Sustained Attention: In which I attend a theatrical performance and learn something about theatre, travel, and time.

In February, I had my first immersive theatre experience at a play called The Drowned Man.  For those unfamiliar with this type of performance, immersive theatre essentially erases the typical divides between performers and audience members.  The audience is allowed to wander through the performance space and interact with sets, props, and actors.  In the case of The Drowned Man in particular, audience members don full-face masks before entering the performance space of a five-floor warehouse in which approximately thirty actors, each with their own narrative strand, perform.

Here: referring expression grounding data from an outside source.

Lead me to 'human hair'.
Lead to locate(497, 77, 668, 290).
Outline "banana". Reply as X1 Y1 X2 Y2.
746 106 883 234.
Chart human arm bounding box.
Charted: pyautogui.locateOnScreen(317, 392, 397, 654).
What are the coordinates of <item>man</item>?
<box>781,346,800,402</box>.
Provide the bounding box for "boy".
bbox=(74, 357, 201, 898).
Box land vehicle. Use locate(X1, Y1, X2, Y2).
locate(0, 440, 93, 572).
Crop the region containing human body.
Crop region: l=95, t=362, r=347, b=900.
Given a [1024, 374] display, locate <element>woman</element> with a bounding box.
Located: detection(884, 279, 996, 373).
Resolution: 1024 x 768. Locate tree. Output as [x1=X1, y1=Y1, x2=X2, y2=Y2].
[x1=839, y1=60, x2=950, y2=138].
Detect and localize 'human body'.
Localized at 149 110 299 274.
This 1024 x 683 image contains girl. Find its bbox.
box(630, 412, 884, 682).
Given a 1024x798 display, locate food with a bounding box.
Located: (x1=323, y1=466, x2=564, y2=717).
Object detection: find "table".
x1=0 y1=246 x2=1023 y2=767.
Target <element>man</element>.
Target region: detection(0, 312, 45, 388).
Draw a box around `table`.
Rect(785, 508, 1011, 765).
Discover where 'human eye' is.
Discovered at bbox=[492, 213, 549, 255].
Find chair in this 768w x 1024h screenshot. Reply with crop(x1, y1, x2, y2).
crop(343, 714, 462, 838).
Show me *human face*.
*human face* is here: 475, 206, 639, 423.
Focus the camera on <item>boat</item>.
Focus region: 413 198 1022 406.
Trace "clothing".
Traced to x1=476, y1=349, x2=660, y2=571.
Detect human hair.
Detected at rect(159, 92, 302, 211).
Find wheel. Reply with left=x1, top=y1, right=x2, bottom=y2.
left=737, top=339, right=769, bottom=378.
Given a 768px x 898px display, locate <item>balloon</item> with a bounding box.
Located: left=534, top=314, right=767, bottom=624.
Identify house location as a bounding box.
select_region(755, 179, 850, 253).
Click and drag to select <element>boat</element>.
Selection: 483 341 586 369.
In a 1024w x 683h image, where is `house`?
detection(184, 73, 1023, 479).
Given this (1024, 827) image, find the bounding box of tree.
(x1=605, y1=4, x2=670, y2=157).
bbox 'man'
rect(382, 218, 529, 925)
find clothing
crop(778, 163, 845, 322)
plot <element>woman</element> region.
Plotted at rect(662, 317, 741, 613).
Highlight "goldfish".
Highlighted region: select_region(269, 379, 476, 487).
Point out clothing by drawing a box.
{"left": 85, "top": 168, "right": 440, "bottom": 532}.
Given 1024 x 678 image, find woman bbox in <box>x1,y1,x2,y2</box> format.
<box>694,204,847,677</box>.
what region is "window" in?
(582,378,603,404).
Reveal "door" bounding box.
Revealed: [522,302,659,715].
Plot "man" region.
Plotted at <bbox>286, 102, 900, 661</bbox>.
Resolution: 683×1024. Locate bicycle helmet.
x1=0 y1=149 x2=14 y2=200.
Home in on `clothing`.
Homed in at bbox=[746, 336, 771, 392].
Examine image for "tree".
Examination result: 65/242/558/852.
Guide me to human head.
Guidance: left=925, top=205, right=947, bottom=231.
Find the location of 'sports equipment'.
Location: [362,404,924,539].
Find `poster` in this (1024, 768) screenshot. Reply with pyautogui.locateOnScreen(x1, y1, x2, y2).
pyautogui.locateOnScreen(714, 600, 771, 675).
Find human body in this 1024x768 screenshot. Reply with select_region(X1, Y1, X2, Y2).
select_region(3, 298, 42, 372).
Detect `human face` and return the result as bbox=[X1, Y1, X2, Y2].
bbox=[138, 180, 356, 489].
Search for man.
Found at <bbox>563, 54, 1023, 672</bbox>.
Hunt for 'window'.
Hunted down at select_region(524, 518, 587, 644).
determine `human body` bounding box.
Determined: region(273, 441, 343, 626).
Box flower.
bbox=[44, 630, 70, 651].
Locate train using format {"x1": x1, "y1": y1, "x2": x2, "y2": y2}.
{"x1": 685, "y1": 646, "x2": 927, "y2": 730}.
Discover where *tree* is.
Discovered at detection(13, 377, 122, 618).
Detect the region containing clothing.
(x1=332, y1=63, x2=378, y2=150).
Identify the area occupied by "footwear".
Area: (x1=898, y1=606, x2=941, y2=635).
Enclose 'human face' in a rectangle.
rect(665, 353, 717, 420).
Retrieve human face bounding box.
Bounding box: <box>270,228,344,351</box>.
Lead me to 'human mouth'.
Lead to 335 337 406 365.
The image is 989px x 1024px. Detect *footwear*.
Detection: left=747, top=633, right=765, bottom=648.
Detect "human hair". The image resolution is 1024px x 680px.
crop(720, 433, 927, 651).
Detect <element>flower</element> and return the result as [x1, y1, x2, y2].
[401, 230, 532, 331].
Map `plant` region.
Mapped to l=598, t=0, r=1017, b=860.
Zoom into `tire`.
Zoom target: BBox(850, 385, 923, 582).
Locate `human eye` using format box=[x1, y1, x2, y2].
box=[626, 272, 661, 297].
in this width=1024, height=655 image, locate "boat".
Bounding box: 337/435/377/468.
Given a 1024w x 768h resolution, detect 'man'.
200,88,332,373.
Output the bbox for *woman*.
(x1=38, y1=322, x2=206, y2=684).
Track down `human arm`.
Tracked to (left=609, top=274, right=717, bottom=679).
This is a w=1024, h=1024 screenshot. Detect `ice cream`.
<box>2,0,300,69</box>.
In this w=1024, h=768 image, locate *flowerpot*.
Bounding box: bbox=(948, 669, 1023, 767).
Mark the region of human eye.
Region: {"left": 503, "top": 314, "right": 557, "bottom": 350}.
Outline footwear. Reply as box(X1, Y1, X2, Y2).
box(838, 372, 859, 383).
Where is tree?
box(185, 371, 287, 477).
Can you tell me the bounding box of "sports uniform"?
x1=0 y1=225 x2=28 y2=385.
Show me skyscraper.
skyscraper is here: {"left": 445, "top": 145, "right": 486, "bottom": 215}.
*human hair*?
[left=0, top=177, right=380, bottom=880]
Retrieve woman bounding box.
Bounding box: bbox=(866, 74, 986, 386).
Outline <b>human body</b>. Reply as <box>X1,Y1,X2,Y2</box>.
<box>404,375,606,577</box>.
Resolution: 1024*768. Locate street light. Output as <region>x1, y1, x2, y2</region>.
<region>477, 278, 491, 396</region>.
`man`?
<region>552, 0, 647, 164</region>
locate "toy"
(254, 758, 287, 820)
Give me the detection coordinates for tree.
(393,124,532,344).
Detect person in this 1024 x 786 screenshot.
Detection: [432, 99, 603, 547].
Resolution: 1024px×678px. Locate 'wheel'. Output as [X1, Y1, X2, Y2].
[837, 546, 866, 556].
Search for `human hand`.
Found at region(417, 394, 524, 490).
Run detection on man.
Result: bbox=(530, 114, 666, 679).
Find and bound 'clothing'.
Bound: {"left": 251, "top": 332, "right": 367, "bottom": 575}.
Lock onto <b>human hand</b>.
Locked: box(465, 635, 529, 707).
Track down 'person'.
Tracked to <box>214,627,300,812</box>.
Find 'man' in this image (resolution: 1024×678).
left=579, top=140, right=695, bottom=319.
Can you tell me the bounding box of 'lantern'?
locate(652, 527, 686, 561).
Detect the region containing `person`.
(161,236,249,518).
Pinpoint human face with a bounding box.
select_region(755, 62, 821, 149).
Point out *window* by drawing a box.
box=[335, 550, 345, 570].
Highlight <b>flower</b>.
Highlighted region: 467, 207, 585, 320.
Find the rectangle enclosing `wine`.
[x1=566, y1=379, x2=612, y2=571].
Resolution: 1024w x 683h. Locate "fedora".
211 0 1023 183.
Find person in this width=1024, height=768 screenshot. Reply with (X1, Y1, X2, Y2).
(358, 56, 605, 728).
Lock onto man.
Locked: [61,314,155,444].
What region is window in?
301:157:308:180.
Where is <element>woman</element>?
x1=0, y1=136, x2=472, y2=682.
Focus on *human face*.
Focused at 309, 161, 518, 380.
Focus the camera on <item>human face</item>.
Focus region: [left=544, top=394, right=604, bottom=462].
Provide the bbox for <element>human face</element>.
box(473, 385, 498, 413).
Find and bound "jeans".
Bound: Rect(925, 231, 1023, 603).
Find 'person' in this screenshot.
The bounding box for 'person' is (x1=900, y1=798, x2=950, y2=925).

From the moment that I began watching the many performers interacting in and with the theatre, I was hooked.  The way that each performer reacted so uniquely to the space and to their fellow performers astounded me. 

Within the next three hours, I decided while watching a riveting combination of modern-rodeo dancing and acting, I had to see all the performers.  I had to witness every scene.  I had to find every nook and cranny on each of the five floors.  I had to touch all the props.  I had to figure out how these thirty narrative strands all connected.  And if I was going to do all of this within the three allotted hours (three hours!  Once that had seemed an infinite amount of time for a show, yet now it seemed no more than a breath),  I needed to stop watching this particular scene and get moving onto the other scenes.

But despite my desire to see everything contained within this show, I did not desire to leave my current location.  I wanted to watch the rest of this dance, to explore further the pub set design, to observe the characters’ carefree mannerisms and tangled relationships, to note the lights flashing from yellow to blue, to breathe in the scents of beer and wood paneling.  My choice was pretty simple – stay or go – but I felt stranded by its weight.  I realized that if I went, I would certainly have time to see everything, but I would not have time to experience it – and if I stayed, I would not have nearly enough time to see everything . . . but those things that I did see, I could experience from every angle, with every sense, as complete and unified wholes.

I decided to stay.

This epiphany impacted not just my time at The Drowned Man, but my entire semester in London.  Many times, I was confronted with the choice between trying to see everything (going on a whirlwind day tour of all of London, walking through the entirety of the British or Victoria & Albert museum, food sampling my way through a festival) and trying to sustain my attention on one or two things (touring a single district of London, loitering in two or three rooms at a museum, having a sit-down meal).  It wasn’t until attending The Drowned Man, however, that I was able to articulate these oppositions, or that I was able to realize my preference for the latter. 

It’s easy to bemoan all of the things that I did not and will not do this semester.  But my commitment to maintaining sustained attention for the things I did do has created memories richer in detail and happiness, and I owe that to the theatre.


Who ever said the arts aren’t beneficial to our real lives?